Franco clenched his teeth. It is to Niko. “He intends to take your place, you know.”
Dagmar flashed a rueful grin. “That went without saying.”
Franco felt protest and angst welling. He couldn’t accept Dagmar’s passive demeanor. “My lord, do you really intend to do nothing?”
Dagmar finished his siri and reclined back in his hammock again. “The First Lord’s advice is ever w
ise, Franco,” he observed then, “and I have learned much of his philosophies in the last few centuries. We learn from the Esoterics of Patterning that the universe aligns toward our intentions. If we are focused on a single goal—that mountain in the distance, say,” and he nodded toward a far basalt cliff jutting to scrape the sky, “then the more we continue toward that goal with singular focus, the more the universe aligns to bring it into being. If, however,” and here he eyed Franco sagaciously, “we are attacked along the way and we diverge from that path to handle each attack, we have stopped all progress toward the mountain. Our goal has been abandoned.”
“So you’re saying we have to ignore all attacks?” Franco challenged dubiously. “I cannot accept that.”
“No, of course not. To ignore an attack merely brings it closer to your path. What Björn advises us, however, is to accept that there will be attacks, and to solve them without diverging from the path toward our goal.”
“And how do we do that?” Franco grumbled.

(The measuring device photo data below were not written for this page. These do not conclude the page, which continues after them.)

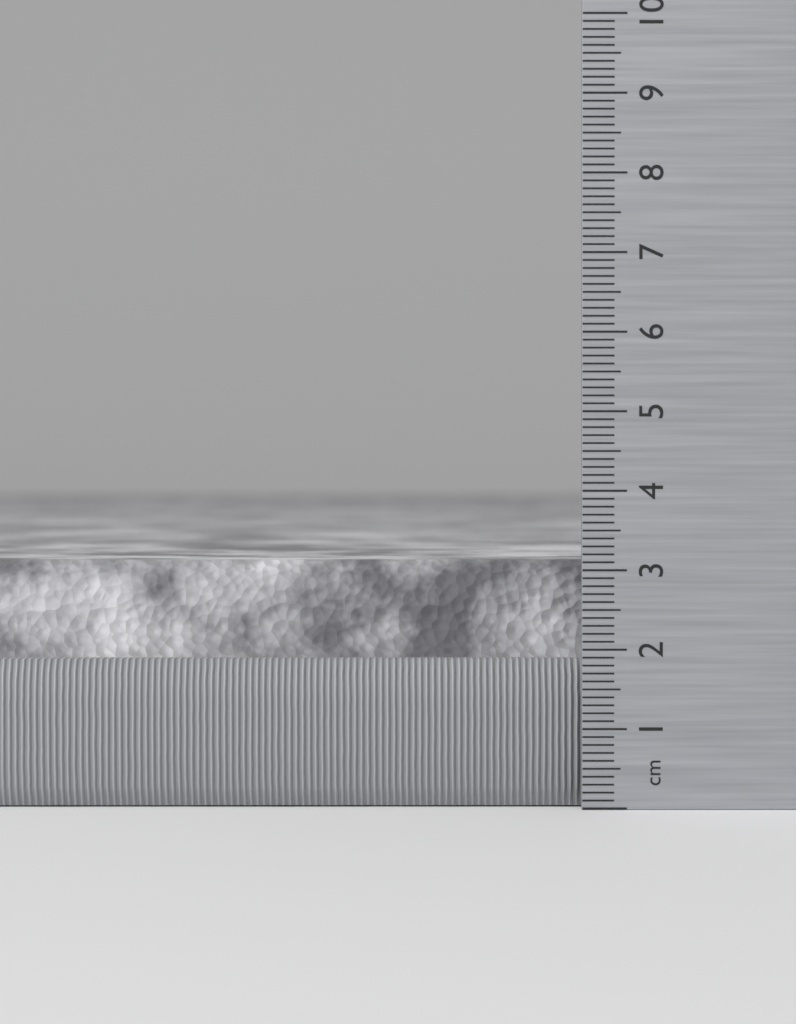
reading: 3.1 cm
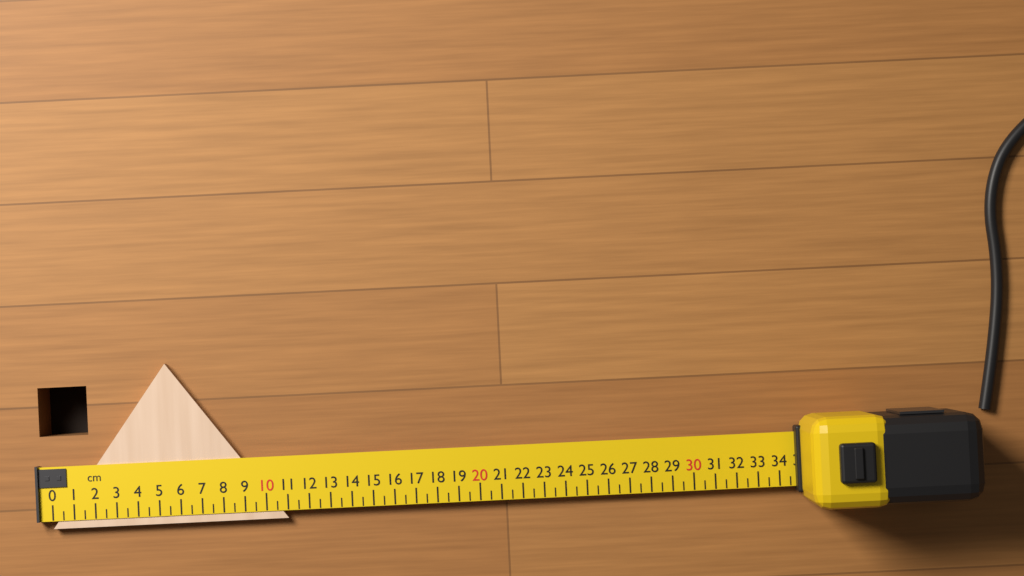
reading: 11.0 cm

Dagmar leveled him a sardonic grin. “Therein lies the challenge of the game.”
The game. That damnable grace-forsaken game!
Franco had long ago decided—albeit in hindsight—that he should have slit his own throat rather than take part in any aspect of the Fifth Vestal’s blasted game, even as he knew he had no choice in the matter now, that in fact he’d made his choice long ago. But this did not in any way soften the brutal reality that the game they were about was deadly beyond measure.
Even deadlier than working the fifth.
Grimacing, Franco poured himself more siri, feeling ill-humored. “I suppose I should learn some fifth-strand patterns then, my lord,” he decided, turning to Dagmar with grim resignation. “At least that way, when the end comes, I’ll meet it comfortably.”
Eighteen
“Take care when biting at the bait of mystery.
Always a hook lurks beneath its flesh.”